Princeton University History Professor Hendrik Hartog's op-ed in yesterday's New York Times, "Bargaining for a Child's Love," begins in this way:

ECONOMIC malaise and political sloganeering have contributed to the increasingly loud conversation about the coming crisis of old-age care: the depletion of the Social Security trust fund, the ever rising cost of Medicare, the end of defined-benefit pensions, the stagnation of 401(k)’s. News accounts suggest that overstretched and insufficient public services are driving adult children “back” toward caring for dependent parents.

Such accounts often draw on a deeply sentimental view of the past. Once upon a time, the story line goes, family members cared for one another naturally within households, in an organic and unplanned process. But this portrait is too rosy. If we confront what old-age support once looked like — what actually happened when care was almost fully privatized, when the old depended on their families, without the bureaucratic structures and the (under)paid caregivers we take for granted — a different picture emerges.

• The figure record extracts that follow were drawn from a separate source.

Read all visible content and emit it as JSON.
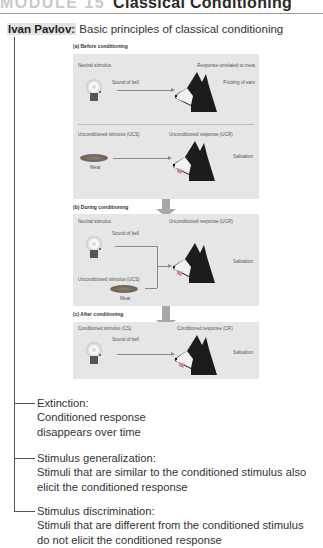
{
  "header": {
    "module": "MODULE 15",
    "title": "Classical Conditioning"
  },
  "topic": {
    "name": "Ivan Pavlov:",
    "subtitle": "Basic principles of classical conditioning"
  },
  "figure": {
    "panels": [
      {
        "label": "(a) Before conditioning",
        "rows": [
          {
            "stimulus_label": "Neutral stimulus",
            "stimulus_item": "Sound of bell",
            "stimulus_icon": "bell-icon",
            "response_label": "Response unrelated to meat",
            "response_item": "Pricking of ears",
            "response_icon": "dog-icon"
          },
          {
            "stimulus_label": "Unconditioned stimulus (UCS)",
            "stimulus_item": "Meat",
            "stimulus_icon": "meat-icon",
            "response_label": "Unconditioned response (UCR)",
            "response_item": "Salivation",
            "response_icon": "dog-salivating-icon"
          }
        ]
      },
      {
        "label": "(b) During conditioning",
        "neutral_label": "Neutral stimulus",
        "neutral_item": "Sound of bell",
        "ucs_label": "Unconditioned stimulus (UCS)",
        "ucs_item": "Meat",
        "response_label": "Unconditioned response (UCR)",
        "response_item": "Salivation"
      },
      {
        "label": "(c) After conditioning",
        "stimulus_label": "Conditioned stimulus (CS)",
        "stimulus_item": "Sound of bell",
        "response_label": "Conditioned response (CR)",
        "response_item": "Salivation"
      }
    ]
  },
  "concepts": [
    {
      "term": "Extinction:",
      "lines": [
        "Conditioned response",
        "disappears over time"
      ]
    },
    {
      "term": "Stimulus generalization:",
      "lines": [
        "Stimuli that are similar to the conditioned stimulus also",
        "elicit the conditioned response"
      ]
    },
    {
      "term": "Stimulus discrimination:",
      "lines": [
        "Stimuli that are different from the conditioned stimulus",
        "do not elicit the conditioned response"
      ]
    }
  ],
  "colors": {
    "panel_bg": "#e6e6e6",
    "name_highlight": "#e2e2e2",
    "module_grey": "#c9c9c9",
    "arrow_grey": "#a8a8a8"
  }
}
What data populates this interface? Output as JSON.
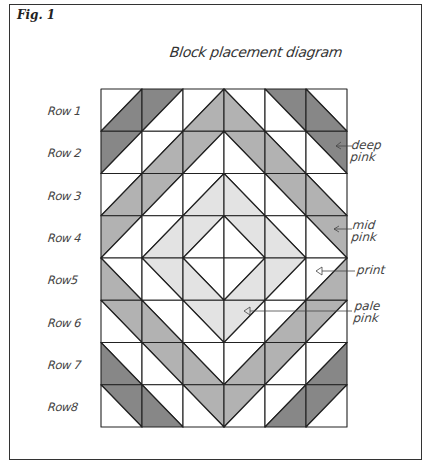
{
  "figure": {
    "label": "Fig. 1",
    "title": "Block placement diagram"
  },
  "rows": [
    {
      "label": "Row 1"
    },
    {
      "label": "Row 2"
    },
    {
      "label": "Row 3"
    },
    {
      "label": "Row 4"
    },
    {
      "label": "Row5"
    },
    {
      "label": "Row 6"
    },
    {
      "label": "Row 7"
    },
    {
      "label": "Row8"
    }
  ],
  "callouts": {
    "deep_pink": {
      "line1": "deep",
      "line2": "pink"
    },
    "mid_pink": {
      "line1": "mid",
      "line2": "pink"
    },
    "print": {
      "line1": "print"
    },
    "pale_pink": {
      "line1": "pale",
      "line2": "pink"
    }
  },
  "colors": {
    "white": "#ffffff",
    "pale": "#e3e3e3",
    "mid": "#b2b2b2",
    "deep": "#878787",
    "line": "#222222"
  },
  "grid": {
    "columns": 6,
    "rows": 8,
    "x0": 101,
    "y0": 89,
    "cell_w": 41,
    "cell_h": 42.25,
    "cells_legend": "each cell: [diagonal, first-triangle, second-triangle]; '/' = [upper-left, lower-right]; '\\' = [upper-right, lower-left]",
    "cells": [
      [
        [
          "/",
          "white",
          "deep"
        ],
        [
          "/",
          "deep",
          "white"
        ],
        [
          "/",
          "white",
          "mid"
        ],
        [
          "\\",
          "white",
          "mid"
        ],
        [
          "\\",
          "deep",
          "white"
        ],
        [
          "\\",
          "white",
          "deep"
        ]
      ],
      [
        [
          "/",
          "deep",
          "white"
        ],
        [
          "/",
          "white",
          "mid"
        ],
        [
          "/",
          "mid",
          "white"
        ],
        [
          "\\",
          "mid",
          "white"
        ],
        [
          "\\",
          "white",
          "mid"
        ],
        [
          "\\",
          "deep",
          "white"
        ]
      ],
      [
        [
          "/",
          "white",
          "mid"
        ],
        [
          "/",
          "mid",
          "white"
        ],
        [
          "/",
          "white",
          "pale"
        ],
        [
          "\\",
          "white",
          "pale"
        ],
        [
          "\\",
          "mid",
          "white"
        ],
        [
          "\\",
          "white",
          "mid"
        ]
      ],
      [
        [
          "/",
          "mid",
          "white"
        ],
        [
          "/",
          "white",
          "pale"
        ],
        [
          "/",
          "pale",
          "white"
        ],
        [
          "\\",
          "pale",
          "white"
        ],
        [
          "\\",
          "white",
          "pale"
        ],
        [
          "\\",
          "mid",
          "white"
        ]
      ],
      [
        [
          "\\",
          "white",
          "mid"
        ],
        [
          "\\",
          "pale",
          "white"
        ],
        [
          "\\",
          "white",
          "pale"
        ],
        [
          "/",
          "white",
          "pale"
        ],
        [
          "/",
          "pale",
          "white"
        ],
        [
          "/",
          "white",
          "mid"
        ]
      ],
      [
        [
          "\\",
          "mid",
          "white"
        ],
        [
          "\\",
          "white",
          "mid"
        ],
        [
          "\\",
          "pale",
          "white"
        ],
        [
          "/",
          "pale",
          "white"
        ],
        [
          "/",
          "white",
          "mid"
        ],
        [
          "/",
          "mid",
          "white"
        ]
      ],
      [
        [
          "\\",
          "white",
          "deep"
        ],
        [
          "\\",
          "mid",
          "white"
        ],
        [
          "\\",
          "white",
          "mid"
        ],
        [
          "/",
          "white",
          "mid"
        ],
        [
          "/",
          "mid",
          "white"
        ],
        [
          "/",
          "white",
          "deep"
        ]
      ],
      [
        [
          "\\",
          "deep",
          "white"
        ],
        [
          "\\",
          "white",
          "deep"
        ],
        [
          "\\",
          "mid",
          "white"
        ],
        [
          "/",
          "mid",
          "white"
        ],
        [
          "/",
          "white",
          "deep"
        ],
        [
          "/",
          "deep",
          "white"
        ]
      ]
    ]
  }
}
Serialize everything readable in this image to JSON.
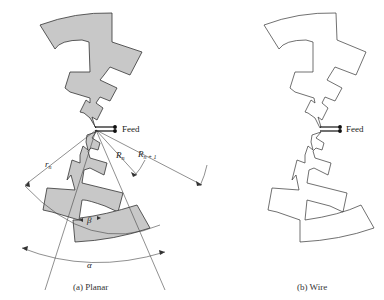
{
  "panel_a": {
    "caption": "(a)  Planar",
    "feed_label": "Feed",
    "labels": {
      "r_n": "r",
      "r_n_sub": "n",
      "R_n": "R",
      "R_n_sub": "n",
      "R_n1": "R",
      "R_n1_sub": "n + 1",
      "beta": "β",
      "alpha": "α"
    },
    "fill_color": "#c8c8c8",
    "stroke_color": "#333333"
  },
  "panel_b": {
    "caption": "(b)  Wire",
    "feed_label": "Feed",
    "fill_color": "#ffffff",
    "stroke_color": "#333333"
  }
}
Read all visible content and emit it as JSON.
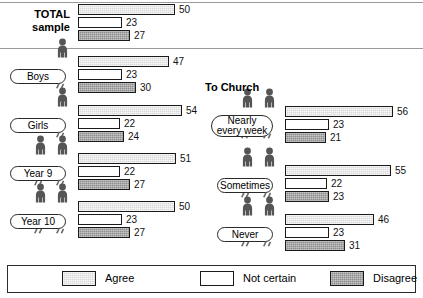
{
  "legend": {
    "items": [
      {
        "label": "Agree",
        "key": "agree",
        "color": "#d9d9d9",
        "icon": "swatch-agree"
      },
      {
        "label": "Not certain",
        "key": "notcertain",
        "color": "#ffffff",
        "icon": "swatch-not-certain"
      },
      {
        "label": "Disagree",
        "key": "disagree",
        "color": "#8d8d8d",
        "icon": "swatch-disagree"
      }
    ]
  },
  "sections": {
    "church_title": "To Church"
  },
  "chart_data": {
    "type": "bar",
    "title": "",
    "xlabel": "",
    "ylabel": "",
    "xlim": [
      0,
      60
    ],
    "grid": false,
    "legend_position": "bottom",
    "series": [
      {
        "name": "Agree",
        "key": "agree",
        "color": "#d9d9d9"
      },
      {
        "name": "Not certain",
        "key": "notcertain",
        "color": "#ffffff"
      },
      {
        "name": "Disagree",
        "key": "disagree",
        "color": "#8d8d8d"
      }
    ],
    "categories": [
      "TOTAL sample",
      "Boys",
      "Girls",
      "Year 9",
      "Year 10",
      "Nearly every week",
      "Sometimes",
      "Never"
    ],
    "groups": [
      {
        "label": "TOTAL\nsample",
        "label_style": "bold-text",
        "figures": 0,
        "panel": "left",
        "values": {
          "agree": 50,
          "notcertain": 23,
          "disagree": 27
        }
      },
      {
        "label": "Boys",
        "label_style": "pill",
        "figures": 1,
        "panel": "left",
        "values": {
          "agree": 47,
          "notcertain": 23,
          "disagree": 30
        }
      },
      {
        "label": "Girls",
        "label_style": "pill",
        "figures": 1,
        "panel": "left",
        "values": {
          "agree": 54,
          "notcertain": 22,
          "disagree": 24
        }
      },
      {
        "label": "Year 9",
        "label_style": "pill",
        "figures": 2,
        "panel": "left",
        "values": {
          "agree": 51,
          "notcertain": 22,
          "disagree": 27
        }
      },
      {
        "label": "Year 10",
        "label_style": "pill",
        "figures": 2,
        "panel": "left",
        "values": {
          "agree": 50,
          "notcertain": 23,
          "disagree": 27
        }
      },
      {
        "label": "Nearly\nevery week",
        "label_style": "pill",
        "figures": 2,
        "panel": "right",
        "values": {
          "agree": 56,
          "notcertain": 23,
          "disagree": 21
        }
      },
      {
        "label": "Sometimes",
        "label_style": "pill",
        "figures": 2,
        "panel": "right",
        "values": {
          "agree": 55,
          "notcertain": 22,
          "disagree": 23
        }
      },
      {
        "label": "Never",
        "label_style": "pill",
        "figures": 2,
        "panel": "right",
        "values": {
          "agree": 46,
          "notcertain": 23,
          "disagree": 31
        }
      }
    ],
    "value_labels": {
      "total_sample": [
        "50",
        "23",
        "27"
      ],
      "boys": [
        "47",
        "23",
        "30"
      ],
      "girls": [
        "54",
        "22",
        "24"
      ],
      "year_9": [
        "51",
        "22",
        "27"
      ],
      "year_10": [
        "50",
        "23",
        "27"
      ],
      "nearly_every_week": [
        "56",
        "23",
        "21"
      ],
      "sometimes": [
        "55",
        "22",
        "23"
      ],
      "never": [
        "46",
        "23",
        "31"
      ]
    }
  }
}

The concluding line is "We may not love the bureaucracies and the institutions that shape our lives today. But would many of us really want to live in a world without them?"  The rest is here.  Hartog's op-ed draws from his new book, Someday All This Will Be Yours (Harvard, 2012), which I suspect will appear on the reading lists of a number of classes next year — perhaps including my trusts and estates class.

1 Comment

  1. Ann Marie Marciarille

    The complicated story about how multigenitor and primogenitor inheritance schemes both reflected and shaped American regional culture in the 18th and 19th century is one I have taught my students as a prelude to understanding a contemporary elder care system that places, by best estimates, 90% of elder care on adult children — most often women. Multigenitor systems do promote familial labor and do, through the mechanism of disinheritance, create a vehicle for disciplining free riders. Alston and Schapiro's Inheritance Laws Across Colonies has served to offer me a way into this topic in the past. I very much look forward to Hartog's approach as well.